Lăzărescu Mircea, born in 1939, in Lugoj, studied Medicine in Timisoara and Cluj-Napoca, finishing the University with a Bachelor paper on the unstable child (ADHD). During his trainee years, he worked in the Neuropsychiatric Hospital in Paclișa - Hațeg (alongside Dr. V. Ilea), and in the Neurosis Sanatorium in Savarsin (with Dr. A. Dan). In 1965, he becomes Prof. E. Pamfil’s assistant, at the Psychiatric Clinic in Timișoara. His doctorate studies (1969) the fobic psychopathology and is followed by the publishing of the Obsessive Pathology book, in 1973. During his years spent in the Psychiatric Clinic of Timișoara, which he ran during 1983 and 2010, he focused on community psychiatry and started a case-registry for psychosis (1985-2004). His main area of focus was psychopathology (published books: “Introduction in anthropological psychopathology” - 1989, “Clinical psychopathology” - 1994, “The basis of clinical psychopathology” - 2010) and he was constantly active in these areas of the AEP and WPA.
Starting with the year 1992, he became a Psychiatry Professor, PhD coordinator and was elected Emeritus Member of the Medical Science Academy. Between 1990 and 1995, he was the President of the Romanian Psychiatric Association, during which time he encouraged and supported the founding of many profile associations (The Romanian Psychotherapy Association, The Psychiatric Trainee Association, The Romanian Social-Psychiatry Association, etc.). In 1990, he founded and became the president of the Psychiatric Association of Timișoara, which he still presides today. Through this Association, he organized many scientific events, hosting both national and international personalities, two International Congresses of Psychopathology (1992 and 1994) and two Danubian Psychiatry Symposiums (1996 and 2012).
Prof. Mircea Lăzărescu also published monographs, collaborating with Dr. O. Bumbea - “Obsessive Pathology” (in 2008) and with Prof. A. Nireștean - “Personality Disorders” (in 2007). During this last decade, he focused on the cultural-evolutionary psychopathology (“What is the Mental Disorder” - 2014) and on applying this doctrine in psychosis (“The psychopathology of psychosis” - 2016, “The main psychopathology syndromes and their correspondent in normality” - currently in work).
He also published memoirs (“The colours of nostalgia” - 1998, “Odiseu without Ithaca” - 2009), Philosophical-anthropology essays (“Essay on the intermediate beings” - 1994, “About Holiday, gardens and logos” - 2004) and was interested in the contribution of the romanian intellectuals in Modern Europe’s cultural synthesis (“Torture, extasy and high madness in the XXth Century” - 2011, “The wise-men quarrel on time” - Cioran, Eliade, Noica, Heidegger, “The Unbearable Phylosophy”- Noica 2017), and participated constantly to Cioran and Noica Symposiums.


◆ **Task brief**
From the listing below, pull out every line where the string "opératoire" appears.

◆ **The data**
-- Opening Marker --

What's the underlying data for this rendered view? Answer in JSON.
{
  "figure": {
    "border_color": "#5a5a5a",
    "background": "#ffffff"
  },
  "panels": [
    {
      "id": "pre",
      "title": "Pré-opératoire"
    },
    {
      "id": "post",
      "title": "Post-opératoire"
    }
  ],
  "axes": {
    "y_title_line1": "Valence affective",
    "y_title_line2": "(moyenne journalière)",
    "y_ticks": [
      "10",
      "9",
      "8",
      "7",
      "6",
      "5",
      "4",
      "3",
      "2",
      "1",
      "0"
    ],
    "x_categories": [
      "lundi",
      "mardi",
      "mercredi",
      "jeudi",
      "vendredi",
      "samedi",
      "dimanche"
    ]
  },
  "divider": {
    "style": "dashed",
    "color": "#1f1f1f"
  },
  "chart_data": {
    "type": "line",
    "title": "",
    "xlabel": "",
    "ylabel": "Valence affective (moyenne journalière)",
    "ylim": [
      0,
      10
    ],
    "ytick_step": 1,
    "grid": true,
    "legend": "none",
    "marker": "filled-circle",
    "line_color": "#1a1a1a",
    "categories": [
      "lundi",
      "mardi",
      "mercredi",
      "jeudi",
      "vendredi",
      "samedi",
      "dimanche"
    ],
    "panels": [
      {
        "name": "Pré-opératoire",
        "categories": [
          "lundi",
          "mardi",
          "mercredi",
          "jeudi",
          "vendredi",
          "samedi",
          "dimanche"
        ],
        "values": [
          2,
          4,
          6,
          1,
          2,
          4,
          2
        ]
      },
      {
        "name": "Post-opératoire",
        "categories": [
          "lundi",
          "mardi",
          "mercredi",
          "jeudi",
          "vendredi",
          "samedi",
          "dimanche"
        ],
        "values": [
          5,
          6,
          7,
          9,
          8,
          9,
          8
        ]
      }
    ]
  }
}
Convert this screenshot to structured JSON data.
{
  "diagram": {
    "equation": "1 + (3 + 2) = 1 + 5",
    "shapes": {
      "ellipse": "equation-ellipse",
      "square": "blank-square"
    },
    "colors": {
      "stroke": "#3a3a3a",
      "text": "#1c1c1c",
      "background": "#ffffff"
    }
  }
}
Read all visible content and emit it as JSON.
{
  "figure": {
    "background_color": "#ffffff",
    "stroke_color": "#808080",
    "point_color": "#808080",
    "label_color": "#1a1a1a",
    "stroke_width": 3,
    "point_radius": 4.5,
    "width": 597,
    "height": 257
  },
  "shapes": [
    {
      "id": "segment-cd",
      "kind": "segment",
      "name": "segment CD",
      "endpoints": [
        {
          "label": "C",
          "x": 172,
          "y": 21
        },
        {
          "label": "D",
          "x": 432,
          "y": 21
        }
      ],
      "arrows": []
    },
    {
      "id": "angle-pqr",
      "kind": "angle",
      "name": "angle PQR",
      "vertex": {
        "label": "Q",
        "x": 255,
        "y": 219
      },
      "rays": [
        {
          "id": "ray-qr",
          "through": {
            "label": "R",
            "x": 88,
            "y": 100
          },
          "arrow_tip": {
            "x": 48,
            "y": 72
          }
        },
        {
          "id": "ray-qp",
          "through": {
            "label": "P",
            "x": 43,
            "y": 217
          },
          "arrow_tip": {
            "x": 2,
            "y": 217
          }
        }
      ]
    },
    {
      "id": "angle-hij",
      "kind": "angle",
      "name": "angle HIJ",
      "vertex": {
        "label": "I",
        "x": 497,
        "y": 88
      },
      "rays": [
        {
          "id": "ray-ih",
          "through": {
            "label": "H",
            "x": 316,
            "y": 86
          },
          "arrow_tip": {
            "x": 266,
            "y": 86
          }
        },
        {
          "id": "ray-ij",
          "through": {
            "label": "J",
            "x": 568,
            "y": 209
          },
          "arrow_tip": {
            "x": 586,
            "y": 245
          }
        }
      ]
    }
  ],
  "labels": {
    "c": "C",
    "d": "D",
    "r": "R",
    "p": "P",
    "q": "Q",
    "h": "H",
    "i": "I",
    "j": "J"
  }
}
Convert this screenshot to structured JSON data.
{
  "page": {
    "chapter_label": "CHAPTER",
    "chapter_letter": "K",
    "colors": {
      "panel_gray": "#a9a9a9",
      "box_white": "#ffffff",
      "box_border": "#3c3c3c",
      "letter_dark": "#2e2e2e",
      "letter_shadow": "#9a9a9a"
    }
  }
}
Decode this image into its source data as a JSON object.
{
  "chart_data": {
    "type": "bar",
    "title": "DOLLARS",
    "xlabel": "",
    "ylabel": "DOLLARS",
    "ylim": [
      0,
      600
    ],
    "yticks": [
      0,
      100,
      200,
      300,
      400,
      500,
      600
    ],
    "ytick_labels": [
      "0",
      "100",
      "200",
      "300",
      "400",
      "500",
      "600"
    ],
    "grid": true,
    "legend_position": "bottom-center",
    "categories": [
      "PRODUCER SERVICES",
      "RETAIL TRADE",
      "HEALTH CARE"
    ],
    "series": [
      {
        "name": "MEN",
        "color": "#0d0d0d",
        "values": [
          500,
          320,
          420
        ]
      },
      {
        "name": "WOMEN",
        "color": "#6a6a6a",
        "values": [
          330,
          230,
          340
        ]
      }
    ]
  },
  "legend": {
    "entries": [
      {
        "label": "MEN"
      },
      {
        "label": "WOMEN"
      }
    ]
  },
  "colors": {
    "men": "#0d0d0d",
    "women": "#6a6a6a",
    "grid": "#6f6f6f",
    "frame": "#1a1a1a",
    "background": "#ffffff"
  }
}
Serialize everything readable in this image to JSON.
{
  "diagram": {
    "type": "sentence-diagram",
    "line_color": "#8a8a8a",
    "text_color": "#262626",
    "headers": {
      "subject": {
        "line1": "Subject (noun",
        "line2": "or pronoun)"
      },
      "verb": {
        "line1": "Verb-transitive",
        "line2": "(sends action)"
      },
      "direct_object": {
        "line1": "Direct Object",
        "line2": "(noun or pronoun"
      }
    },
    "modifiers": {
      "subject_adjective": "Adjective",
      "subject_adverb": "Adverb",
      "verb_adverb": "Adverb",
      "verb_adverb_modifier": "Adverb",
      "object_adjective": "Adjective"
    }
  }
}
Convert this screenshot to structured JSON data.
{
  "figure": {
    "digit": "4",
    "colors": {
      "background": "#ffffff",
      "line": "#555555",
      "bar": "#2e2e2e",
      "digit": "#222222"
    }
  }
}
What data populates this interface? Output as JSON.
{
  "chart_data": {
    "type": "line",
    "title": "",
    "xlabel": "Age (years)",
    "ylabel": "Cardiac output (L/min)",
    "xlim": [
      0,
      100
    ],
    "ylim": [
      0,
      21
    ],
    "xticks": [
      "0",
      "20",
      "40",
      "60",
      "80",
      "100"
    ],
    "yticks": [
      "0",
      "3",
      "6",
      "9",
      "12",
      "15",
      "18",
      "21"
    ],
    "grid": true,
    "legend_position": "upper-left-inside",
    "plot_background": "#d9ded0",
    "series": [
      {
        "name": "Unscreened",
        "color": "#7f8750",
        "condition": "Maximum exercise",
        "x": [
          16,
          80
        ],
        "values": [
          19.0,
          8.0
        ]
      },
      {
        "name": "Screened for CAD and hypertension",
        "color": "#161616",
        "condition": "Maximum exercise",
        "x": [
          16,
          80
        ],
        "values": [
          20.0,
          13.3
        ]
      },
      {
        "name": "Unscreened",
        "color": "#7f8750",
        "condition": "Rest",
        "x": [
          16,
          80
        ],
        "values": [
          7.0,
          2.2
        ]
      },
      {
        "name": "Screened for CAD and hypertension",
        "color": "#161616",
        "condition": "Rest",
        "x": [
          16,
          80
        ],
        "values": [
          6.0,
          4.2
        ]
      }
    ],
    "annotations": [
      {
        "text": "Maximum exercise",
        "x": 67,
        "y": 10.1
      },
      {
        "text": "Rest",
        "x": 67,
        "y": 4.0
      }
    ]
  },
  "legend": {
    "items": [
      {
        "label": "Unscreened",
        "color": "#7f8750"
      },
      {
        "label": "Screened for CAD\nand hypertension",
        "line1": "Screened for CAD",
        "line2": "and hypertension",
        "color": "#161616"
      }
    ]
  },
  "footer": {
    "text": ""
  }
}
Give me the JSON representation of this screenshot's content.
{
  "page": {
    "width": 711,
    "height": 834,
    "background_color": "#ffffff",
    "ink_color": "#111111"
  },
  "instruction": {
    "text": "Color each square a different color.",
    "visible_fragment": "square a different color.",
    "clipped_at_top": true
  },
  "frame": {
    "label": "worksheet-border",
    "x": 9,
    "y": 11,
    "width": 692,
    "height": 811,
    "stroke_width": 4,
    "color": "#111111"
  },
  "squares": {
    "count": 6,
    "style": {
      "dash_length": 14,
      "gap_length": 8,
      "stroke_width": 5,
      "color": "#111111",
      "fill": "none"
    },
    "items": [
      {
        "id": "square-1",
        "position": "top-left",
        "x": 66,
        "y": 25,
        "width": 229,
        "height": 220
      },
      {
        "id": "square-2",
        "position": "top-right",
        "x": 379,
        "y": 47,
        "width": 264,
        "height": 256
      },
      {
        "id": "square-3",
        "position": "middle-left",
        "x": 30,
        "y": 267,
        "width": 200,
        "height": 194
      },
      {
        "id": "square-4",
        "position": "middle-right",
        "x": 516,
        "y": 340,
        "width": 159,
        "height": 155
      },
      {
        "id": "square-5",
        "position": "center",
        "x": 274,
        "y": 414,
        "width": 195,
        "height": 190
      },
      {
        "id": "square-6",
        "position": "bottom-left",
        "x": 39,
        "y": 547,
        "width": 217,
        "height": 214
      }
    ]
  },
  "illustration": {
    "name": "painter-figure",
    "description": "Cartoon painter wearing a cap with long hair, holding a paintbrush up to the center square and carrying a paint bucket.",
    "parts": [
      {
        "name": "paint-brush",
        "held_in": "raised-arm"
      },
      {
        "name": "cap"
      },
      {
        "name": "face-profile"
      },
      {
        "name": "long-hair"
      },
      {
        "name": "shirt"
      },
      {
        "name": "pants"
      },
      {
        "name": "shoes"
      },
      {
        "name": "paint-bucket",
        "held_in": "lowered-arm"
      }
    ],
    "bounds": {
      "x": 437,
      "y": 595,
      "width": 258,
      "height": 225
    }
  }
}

-- Closing Marker --

◆ **Written solution**
      "title": "Pré-opératoire"
      "title": "Post-opératoire"
        "name": "Pré-opératoire",
        "name": "Post-opératoire",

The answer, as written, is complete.